The “Sinatra Doctrine”

It seems clear that the world has stopped being unipolar. As a result, the United States is no longer able to be decisively influential throughout the international landscape, including on those issues that concern it. Perhaps because of that, China and Russia now want to insist on the notion that they both have a special right to a sort of monopoly on the management of their respective geographic “spheres of influence” — in their respective “neighborhoods,” that is, in what some would call their respective “backyards” — where nothing significant, in geopolitical terms, should be able to occur “behind the backs” of these two powers.

In that way, they claim a sort of veto right on foreign policy matters, in the manner of the Monroe Doctrine that was born around 1823, and which the current U.S. secretary of state himself considers dead. From the “spheres of influence” comes the Russian Federation’s opposition to Ukraine joining NATO soon, which to it is a kind of intolerable “change of herd,” even though to Ukrainians, NATO is, on the contrary, an anchor for the defense of their freedom.

China and Russia both operate according to said parameter of “spheres of influence”; increasingly so, and hence, their absolute rejection of the American military presence, as well as that of NATO, in or near those “spheres of influence.”

To that effect, they are now preparing to send a message to the West, by announcing that next year, they will carry out joint naval exercises in the Mediterranean Sea, for the first time in history. This carries a clear message: If the U.S. or NATO have a presence in our “spheres of influence,” China and Russia feel at complete liberty to exert a military appearance even in the Mediterranean Sea itself.

With the “spheres of influence” criterion as a dogma of its own gospel, Russia is spearheading the creation of a new economic zone, called by some the “Euro-Asiatic Union,” with the dimensions the defunct Soviet Union once had, and inviting China to take part in it.

There is, in addition, a recent change in discourse — and attitude — in China and Russia. The arguments they now use are not only economic, but they are geopolitical as well, and increasingly, they are linked to the always-delicate question of international peace and security. Obviously, they have a high impact on the varied disputes on sovereignty over the sea, which remain open, as well as on matters of airspace jurisdiction, especially in the Chinese case.

The U.S., for its part, rejects the theory of the “spheres of influence.” Every country, it says, has the right to freely elect its own alliances, with full independence from regional powers, because the opposite would be the same as accepting that regional powers have some kind of “veto right” on foreign policy matters over medium-sized or small states in their region, which would be an unacceptable limitation of their sovereignty.

As a result, those Asian countries that distrust China and wish to obtain American military support are free to do so. Japan, Vietnam and the Philippines are current examples of this situation. The same can be said of the U.S. military presence in Japan, South Korea, Bahrain or Qatar, and that of NATO throughout old Europe, which visibly irritates China and the Russian Federation.

Something similar appears to be happening in our own Latin America, with the increasingly strong military ties that bind countries such as Venezuela and Nicaragua with the Russian Federation, which so far, have not generated strong or irate reactions from the Americans.

Because of this, the Russians say that Americans, in fact, pursue what they call the “Sinatra Doctrine,” thus recalling the song “I Did It My Way,” which Frank Sinatra immortalized. The unusual — but bitingly sarcastic — definition, translated into common language, means that as far as the U.S. is concerned, every country has the power to choose, with total freedom, the allies or coalitions it wants to have, with full independence from the desires that their respective regional powers may or may not have on the matter.

This is not new. It is simply insisting on nothing less than the basic principle of the “sovereign equality of all states,” which is the very existential foundation of the international community, and which has also been expressly recognized in the Charter of the United Nations itself, in Article 2.1. This is no small thing.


→ PROBLEM REQUIREMENTS: In how many lines of the records does "Settings" appear? Answer with one number.

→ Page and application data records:
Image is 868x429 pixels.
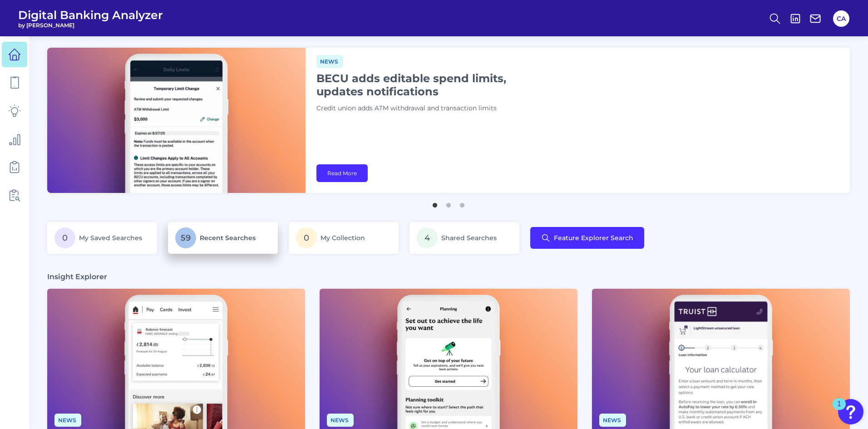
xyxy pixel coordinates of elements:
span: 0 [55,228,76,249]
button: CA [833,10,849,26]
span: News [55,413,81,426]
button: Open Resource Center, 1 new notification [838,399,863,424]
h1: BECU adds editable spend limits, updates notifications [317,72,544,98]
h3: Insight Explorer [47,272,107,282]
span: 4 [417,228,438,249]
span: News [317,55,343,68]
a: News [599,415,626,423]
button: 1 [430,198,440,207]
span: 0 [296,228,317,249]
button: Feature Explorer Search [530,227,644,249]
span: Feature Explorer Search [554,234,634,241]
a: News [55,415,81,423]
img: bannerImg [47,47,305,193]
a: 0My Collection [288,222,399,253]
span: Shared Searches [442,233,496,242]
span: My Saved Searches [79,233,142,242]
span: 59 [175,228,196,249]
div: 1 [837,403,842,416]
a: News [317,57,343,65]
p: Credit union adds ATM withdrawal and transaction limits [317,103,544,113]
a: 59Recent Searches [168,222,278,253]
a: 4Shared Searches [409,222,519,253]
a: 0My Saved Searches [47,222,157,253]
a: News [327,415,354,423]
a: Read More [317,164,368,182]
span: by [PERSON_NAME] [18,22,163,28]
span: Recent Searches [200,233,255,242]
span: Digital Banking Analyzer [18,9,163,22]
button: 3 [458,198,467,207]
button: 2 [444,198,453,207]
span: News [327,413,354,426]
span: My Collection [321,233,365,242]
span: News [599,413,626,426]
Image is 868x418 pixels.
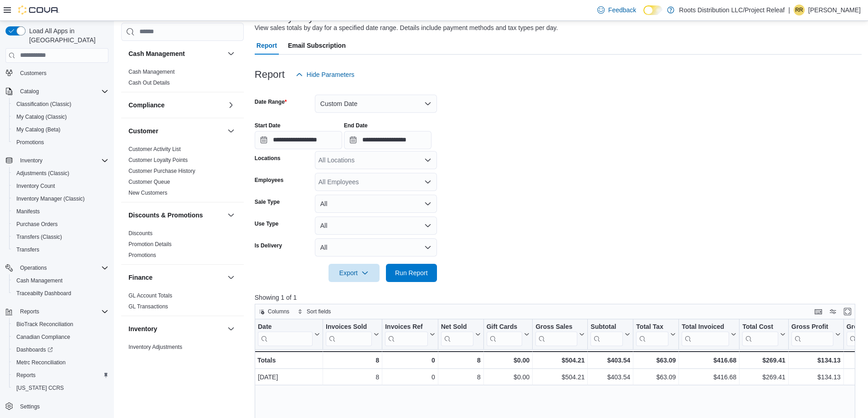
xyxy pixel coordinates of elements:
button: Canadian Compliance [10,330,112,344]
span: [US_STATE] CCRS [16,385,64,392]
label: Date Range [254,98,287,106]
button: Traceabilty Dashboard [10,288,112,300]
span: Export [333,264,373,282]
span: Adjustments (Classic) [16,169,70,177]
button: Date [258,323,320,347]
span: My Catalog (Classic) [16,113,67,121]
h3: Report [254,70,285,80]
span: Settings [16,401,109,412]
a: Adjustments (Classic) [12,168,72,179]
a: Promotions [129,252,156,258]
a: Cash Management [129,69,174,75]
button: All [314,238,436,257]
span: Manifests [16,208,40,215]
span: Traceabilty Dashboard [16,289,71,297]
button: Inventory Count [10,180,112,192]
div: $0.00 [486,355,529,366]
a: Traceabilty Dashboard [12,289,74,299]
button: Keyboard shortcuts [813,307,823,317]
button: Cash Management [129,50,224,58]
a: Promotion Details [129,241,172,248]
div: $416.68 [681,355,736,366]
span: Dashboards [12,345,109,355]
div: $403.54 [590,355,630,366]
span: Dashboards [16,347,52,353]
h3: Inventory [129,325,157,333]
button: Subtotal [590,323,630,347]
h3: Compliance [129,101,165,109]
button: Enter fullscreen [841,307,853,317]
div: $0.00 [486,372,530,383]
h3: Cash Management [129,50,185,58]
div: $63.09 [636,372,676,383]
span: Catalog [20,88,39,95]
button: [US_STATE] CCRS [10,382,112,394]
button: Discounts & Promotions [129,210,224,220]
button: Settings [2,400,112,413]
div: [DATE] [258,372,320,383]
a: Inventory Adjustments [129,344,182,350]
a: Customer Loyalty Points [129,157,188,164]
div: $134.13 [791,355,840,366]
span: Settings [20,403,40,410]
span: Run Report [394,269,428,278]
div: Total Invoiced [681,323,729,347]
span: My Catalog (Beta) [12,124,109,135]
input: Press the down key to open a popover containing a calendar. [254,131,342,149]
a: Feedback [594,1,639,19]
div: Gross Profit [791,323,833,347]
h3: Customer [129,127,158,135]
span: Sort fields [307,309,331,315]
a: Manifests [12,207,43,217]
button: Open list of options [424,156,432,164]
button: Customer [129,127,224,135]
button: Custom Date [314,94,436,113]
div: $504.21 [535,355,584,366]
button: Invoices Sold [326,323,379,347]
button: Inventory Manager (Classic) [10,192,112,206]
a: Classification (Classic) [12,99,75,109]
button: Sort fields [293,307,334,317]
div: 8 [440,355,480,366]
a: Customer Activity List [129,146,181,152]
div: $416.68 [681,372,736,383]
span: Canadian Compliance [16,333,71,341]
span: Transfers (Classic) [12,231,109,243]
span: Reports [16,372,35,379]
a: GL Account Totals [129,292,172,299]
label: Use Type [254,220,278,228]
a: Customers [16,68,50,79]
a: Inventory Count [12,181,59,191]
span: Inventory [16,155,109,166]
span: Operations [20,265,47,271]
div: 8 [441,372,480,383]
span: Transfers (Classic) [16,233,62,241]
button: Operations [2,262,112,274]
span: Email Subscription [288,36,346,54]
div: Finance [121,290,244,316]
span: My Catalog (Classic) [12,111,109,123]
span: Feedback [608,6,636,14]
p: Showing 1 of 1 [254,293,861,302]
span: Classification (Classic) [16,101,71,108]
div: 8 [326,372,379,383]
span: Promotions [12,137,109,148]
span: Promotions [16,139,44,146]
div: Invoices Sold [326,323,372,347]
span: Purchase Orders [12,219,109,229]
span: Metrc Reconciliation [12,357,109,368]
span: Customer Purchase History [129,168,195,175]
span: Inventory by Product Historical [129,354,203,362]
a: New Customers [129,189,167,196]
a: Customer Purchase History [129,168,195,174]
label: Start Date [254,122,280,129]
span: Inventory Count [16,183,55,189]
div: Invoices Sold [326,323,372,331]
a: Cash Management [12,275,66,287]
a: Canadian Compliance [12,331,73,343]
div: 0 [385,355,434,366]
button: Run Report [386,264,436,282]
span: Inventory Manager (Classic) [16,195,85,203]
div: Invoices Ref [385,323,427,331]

--

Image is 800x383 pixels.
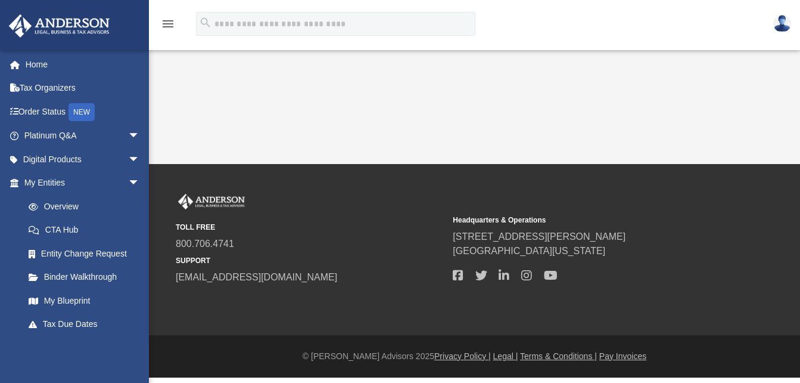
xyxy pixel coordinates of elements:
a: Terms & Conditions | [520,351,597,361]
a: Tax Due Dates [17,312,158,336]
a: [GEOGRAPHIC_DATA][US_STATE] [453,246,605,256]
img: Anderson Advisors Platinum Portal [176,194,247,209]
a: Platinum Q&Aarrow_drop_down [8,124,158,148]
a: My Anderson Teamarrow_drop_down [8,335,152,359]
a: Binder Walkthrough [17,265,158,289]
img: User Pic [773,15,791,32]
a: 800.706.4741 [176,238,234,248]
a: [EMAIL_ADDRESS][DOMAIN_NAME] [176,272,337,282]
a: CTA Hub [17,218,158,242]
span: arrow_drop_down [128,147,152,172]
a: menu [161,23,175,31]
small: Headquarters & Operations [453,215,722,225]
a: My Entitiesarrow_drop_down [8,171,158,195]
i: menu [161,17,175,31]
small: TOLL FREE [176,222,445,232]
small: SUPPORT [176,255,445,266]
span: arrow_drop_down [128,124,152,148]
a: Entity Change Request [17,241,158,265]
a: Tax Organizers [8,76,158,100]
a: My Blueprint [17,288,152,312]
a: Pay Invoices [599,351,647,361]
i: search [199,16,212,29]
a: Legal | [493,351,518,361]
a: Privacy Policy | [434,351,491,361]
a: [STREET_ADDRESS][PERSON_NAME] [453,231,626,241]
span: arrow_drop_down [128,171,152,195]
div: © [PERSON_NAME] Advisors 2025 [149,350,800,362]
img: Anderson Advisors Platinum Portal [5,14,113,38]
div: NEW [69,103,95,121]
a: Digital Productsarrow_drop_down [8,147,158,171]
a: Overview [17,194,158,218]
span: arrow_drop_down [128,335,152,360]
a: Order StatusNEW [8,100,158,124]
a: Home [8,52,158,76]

→ RESULT BELOW: 3